What this question is testing

Most Supported

Your task

Break the argument into its conclusion and evidence, then do exactly what the question stem asks with that structure.

Common trap

Answers that sound relevant to the topic but don't connect to the argument's actual reasoning.

Winning move

Predict what a right answer must do, then test each choice against the conclusion-evidence gap.

Reading along? Open the full official question in LawHub — we show a fragment here and keep the reasoning in our own words.

The question
12.

The statements above, if true, most strongly support which one of

Answer choices

  1. Bad Trigger Match: intent vs. result23% picked this

    If one apologizes and subsequently repeats the wrongful act for which one has apologized, then one

    Do we have a rule that lets us derive that you haven't apologized sincerely? Yes, if you either 1. never acknowledged that you acted wrongfully or 2. you don't intend to avoid that wrongful act in the future This answer choice seems to establish #2, but it's only establishing that you did repeat the wrongful act. It doesn't address your intentions.
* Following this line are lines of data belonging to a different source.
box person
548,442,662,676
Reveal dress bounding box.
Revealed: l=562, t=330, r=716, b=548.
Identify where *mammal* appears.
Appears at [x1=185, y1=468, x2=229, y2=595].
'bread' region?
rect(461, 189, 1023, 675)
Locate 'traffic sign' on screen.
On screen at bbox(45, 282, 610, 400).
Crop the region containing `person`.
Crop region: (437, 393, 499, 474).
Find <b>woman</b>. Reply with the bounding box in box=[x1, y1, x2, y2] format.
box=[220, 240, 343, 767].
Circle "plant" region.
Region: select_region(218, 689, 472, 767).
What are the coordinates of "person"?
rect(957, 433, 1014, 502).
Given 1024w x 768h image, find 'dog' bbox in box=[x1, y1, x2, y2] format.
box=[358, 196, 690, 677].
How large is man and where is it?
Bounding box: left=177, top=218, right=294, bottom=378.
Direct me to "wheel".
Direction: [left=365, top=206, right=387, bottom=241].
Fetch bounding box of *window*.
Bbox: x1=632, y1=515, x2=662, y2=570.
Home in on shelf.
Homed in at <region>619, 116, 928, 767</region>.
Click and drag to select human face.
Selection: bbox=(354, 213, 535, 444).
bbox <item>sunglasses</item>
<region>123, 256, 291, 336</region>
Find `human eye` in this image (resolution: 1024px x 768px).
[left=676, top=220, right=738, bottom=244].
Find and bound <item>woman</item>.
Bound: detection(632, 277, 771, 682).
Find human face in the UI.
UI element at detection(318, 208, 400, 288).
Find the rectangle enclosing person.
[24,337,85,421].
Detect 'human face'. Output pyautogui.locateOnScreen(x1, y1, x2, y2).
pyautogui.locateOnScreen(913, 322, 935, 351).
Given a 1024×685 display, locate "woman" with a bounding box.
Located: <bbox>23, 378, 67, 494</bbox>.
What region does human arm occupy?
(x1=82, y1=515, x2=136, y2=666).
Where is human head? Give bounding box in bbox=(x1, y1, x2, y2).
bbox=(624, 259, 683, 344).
  2. Unsupported Relationship2% picked this

    One cannot sincerely accept an apology that was not

    Do we have a way to derive that you cannot sincerely accept an apology? Yes, we could either establish that 1. you didn't acknowledge that a wrong had occurred or 2. you didn't vow to avoid holding a grudge against the wrongdoer Neither of those things overlap with the criteria for giving a sincere apology, so there's no way to say that a failure to give a sincere apology prevents the ability to sincerely accept that apology.

  3. Reversed Logic2% picked this

    If one commits a wrongful act, then one should sincerely apologize

    We don't have any means to prove that you should sincerely apologize. The first sentence only gives us criteria that would allow you to derive that you shouldn't: - you didn't wrong that person - you're apologizing for something other than wronging that person We know: should apologize → committed wrongful act and this says committed wrongful act → should apologize

  4. Unsupported Relationship2% picked this

    An apology that cannot be sincerely accepted cannot be

    This says apology apology can't be sincerely → can't be sincerely accepted offered As we examined with (B), the criteria for sincerely offering an apology are non-overlapping with the criteria for sincerely accepting an apology, so there's no way to make one of them trigger the other.

  5. Correct71% picked this

    An apology cannot be both sincerely offered and sincerely accepted unless each person acknowledges that a

    Why this is right

    This is saying that both sincere offers of apologies and sincere acceptance of apologies require that a wrongful act has occurred. We knew that offering a sincere apology required two things: 1. acknowledge you acted wrongfully 2. intend to avoid that act in the future We knew that sincerely accepting an apology required two things: 1. acknowledge a wrong 2. vow not to hold a grudge It looks like we can derive this answer choice, since both of those required "acknowledging that a wrongful act has occurred".